Advertisement

Three Men About Town

“I’m not really a shopper,” Paul C. Hudson confesses when informed he is considered a sharp dresser in L.A.’s business and civic milieus. In fact, though he favors Zegna suits and Ferragamo shoes and possesses a vast collection of ties, the captain of local banking feels his real ace in the hole is something much more mundane. “What people see in terms of style, I think, is that I always look pressed.”

“I was always a relatively conservative dresser,” says Hudson, a third-generation Angeleno. “My mother started putting me together and then I followed.” In high school, this meant button-down Brooks Brothers shirts and corduroys. And when the ‘60s found him at UC Berkeley as an undergrad, “My style changed but my habits didn’t. Even if I was wearing a dashiki and a ‘natural’ [Afro], it was cool, it was clean.”

The dashiki has long since been retired--for day wear, at least--and Hudson is now president and CEO of Broadway Federal Bank, the oldest and only publicly traded African American-managed bank west of the Mississippi. “In my industry, you really do have to watch what you wear. People are giving you their money. They’re trusting you and they don’t want to feel like they’re going to be surprised.” Hudson tends to take his fashion cues not from GQ, but from Forbes and Fortune. “I read business journals. I’m not really a fashion magazine kind of guy,” he says. “My current style is based on being around businesspeople and looking at how they’re dressed in articles.”

Advertisement

He’s certainly exposed to enough movers and shakers. In addition to his day job, Hudson is one of Mayor James K. Hahn’s appointees to the board of the Metropolitan Transit Authority, chairman of the American League of Financial Institutions and chairman of CommunityBuild, Inc. A past president of the Los Angeles NAACP, he sits on the boards of Pitzer College and the L.A. County Economic Development Corp.

If style is in the genes, Hudson’s got a leg up there, too. He is the grandson of eminent L.A. architect Paul R. Williams, who was responsible for projects such as Saks Fifth Avenue in Beverly Hills and the Modernism-meets-”The Jetsons” building at LAX that houses Encounter restaurant. “That guy had style,” recalls Hudson. “My earliest memories of him were that he was always immaculate, to every detail. The suit fit perfectly, the shoes were always shined. Even when he was casual, he never looked like he just put something on.”

It’s that sense of effort, insists Hudson, rather than where he shops or how much he spends, that defines his own look. “I don’t think people are really looking at my labels. I just try to look like I gave some thought to getting up that morning.”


*ABOUT THIS EXERCISE:* Return only those lines of the listing that hold the word "from".

##### SOURCE RECORDS #####

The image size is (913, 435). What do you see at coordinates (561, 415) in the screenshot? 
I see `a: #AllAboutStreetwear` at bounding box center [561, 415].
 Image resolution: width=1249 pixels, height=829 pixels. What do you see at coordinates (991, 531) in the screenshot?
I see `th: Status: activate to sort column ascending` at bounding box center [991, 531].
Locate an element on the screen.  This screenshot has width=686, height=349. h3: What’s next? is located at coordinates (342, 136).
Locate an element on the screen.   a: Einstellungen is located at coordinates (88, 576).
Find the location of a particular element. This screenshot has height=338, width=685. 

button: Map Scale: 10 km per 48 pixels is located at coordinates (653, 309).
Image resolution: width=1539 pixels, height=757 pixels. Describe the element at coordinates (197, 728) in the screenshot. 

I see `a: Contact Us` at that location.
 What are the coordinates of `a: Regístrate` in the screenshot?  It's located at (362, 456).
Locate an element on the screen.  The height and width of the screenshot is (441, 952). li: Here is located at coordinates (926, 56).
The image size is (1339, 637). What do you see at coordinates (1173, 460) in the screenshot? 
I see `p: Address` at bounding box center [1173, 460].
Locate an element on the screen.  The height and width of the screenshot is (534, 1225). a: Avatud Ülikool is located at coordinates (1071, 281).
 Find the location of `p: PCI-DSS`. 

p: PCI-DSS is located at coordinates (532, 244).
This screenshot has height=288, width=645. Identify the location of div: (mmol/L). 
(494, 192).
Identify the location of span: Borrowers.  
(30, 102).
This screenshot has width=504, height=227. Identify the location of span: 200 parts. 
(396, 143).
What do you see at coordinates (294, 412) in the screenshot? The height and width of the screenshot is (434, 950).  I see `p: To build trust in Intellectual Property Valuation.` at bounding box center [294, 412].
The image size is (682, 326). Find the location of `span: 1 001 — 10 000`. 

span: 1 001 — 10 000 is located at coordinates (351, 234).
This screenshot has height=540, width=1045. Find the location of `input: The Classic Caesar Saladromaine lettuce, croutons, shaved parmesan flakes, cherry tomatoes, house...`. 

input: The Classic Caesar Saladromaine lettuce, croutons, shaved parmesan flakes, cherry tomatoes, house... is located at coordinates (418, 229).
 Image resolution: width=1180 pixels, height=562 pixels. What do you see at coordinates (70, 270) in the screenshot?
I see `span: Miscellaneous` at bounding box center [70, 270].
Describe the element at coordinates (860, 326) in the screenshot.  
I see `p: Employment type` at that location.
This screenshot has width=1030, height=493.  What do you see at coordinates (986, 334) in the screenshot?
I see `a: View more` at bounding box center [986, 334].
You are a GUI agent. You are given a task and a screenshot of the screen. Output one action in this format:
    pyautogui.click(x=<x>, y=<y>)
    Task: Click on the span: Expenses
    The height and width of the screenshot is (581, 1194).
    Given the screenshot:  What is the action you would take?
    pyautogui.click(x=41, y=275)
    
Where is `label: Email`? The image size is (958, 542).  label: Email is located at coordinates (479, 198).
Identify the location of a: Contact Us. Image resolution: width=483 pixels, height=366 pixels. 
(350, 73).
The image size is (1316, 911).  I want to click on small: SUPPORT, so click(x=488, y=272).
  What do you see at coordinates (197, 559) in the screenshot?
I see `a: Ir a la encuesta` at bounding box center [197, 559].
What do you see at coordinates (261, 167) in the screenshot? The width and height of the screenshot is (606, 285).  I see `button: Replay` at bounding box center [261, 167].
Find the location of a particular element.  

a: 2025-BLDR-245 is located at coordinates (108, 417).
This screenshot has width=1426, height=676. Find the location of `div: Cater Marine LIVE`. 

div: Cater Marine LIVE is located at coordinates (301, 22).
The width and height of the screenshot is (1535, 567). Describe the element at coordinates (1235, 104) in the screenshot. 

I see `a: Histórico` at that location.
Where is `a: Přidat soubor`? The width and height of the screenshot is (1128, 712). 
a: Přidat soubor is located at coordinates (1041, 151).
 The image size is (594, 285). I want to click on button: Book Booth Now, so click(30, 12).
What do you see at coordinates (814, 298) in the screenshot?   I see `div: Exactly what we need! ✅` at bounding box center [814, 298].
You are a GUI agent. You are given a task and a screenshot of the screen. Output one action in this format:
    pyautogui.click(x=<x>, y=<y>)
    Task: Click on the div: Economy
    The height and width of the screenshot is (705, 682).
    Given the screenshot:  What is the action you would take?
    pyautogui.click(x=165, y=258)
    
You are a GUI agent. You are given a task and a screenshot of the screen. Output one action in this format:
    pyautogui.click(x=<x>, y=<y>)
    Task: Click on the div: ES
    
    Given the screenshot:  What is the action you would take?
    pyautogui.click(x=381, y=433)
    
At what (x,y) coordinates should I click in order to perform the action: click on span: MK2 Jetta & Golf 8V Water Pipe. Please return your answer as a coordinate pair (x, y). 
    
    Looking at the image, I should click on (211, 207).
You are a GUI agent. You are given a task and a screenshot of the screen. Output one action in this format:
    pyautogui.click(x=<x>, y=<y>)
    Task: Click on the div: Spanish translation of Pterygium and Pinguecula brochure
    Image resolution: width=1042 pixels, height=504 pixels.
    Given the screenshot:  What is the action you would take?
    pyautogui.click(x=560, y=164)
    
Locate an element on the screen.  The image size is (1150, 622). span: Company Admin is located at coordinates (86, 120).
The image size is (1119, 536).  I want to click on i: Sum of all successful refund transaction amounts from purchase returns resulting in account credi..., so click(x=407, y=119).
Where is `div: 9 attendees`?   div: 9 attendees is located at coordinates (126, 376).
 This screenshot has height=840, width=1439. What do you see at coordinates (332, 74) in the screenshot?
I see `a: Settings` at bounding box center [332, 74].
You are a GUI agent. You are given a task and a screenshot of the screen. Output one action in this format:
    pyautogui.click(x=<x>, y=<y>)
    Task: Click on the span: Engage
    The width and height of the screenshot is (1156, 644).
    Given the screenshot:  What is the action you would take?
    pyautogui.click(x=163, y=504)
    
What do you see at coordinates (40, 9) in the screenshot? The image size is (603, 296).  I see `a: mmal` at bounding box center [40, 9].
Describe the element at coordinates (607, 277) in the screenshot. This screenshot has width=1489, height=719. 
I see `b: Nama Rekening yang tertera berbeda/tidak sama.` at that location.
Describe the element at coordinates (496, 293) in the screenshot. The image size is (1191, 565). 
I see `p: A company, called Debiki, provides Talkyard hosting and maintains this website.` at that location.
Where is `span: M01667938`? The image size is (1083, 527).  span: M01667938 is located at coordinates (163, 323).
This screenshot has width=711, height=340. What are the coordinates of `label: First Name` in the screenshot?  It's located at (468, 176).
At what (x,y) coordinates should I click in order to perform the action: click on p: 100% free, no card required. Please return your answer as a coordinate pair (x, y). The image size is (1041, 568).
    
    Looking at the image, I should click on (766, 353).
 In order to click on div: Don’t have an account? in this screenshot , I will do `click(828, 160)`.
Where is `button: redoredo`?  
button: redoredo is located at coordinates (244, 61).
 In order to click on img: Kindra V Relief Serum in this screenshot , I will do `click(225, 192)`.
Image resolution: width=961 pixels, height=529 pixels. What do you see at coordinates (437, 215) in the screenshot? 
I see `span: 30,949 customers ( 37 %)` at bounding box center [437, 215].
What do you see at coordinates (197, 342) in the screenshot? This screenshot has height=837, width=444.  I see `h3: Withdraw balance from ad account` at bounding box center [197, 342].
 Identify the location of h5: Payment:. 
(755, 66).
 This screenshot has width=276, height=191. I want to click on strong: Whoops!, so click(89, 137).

#####

*EXERCISE ANSWER:*
The image size is (1119, 536).  I want to click on i: Sum of all successful refund transaction amounts from purchase returns resulting in account credi..., so click(x=407, y=119).
What do you see at coordinates (197, 342) in the screenshot? This screenshot has height=837, width=444.  I see `h3: Withdraw balance from ad account` at bounding box center [197, 342].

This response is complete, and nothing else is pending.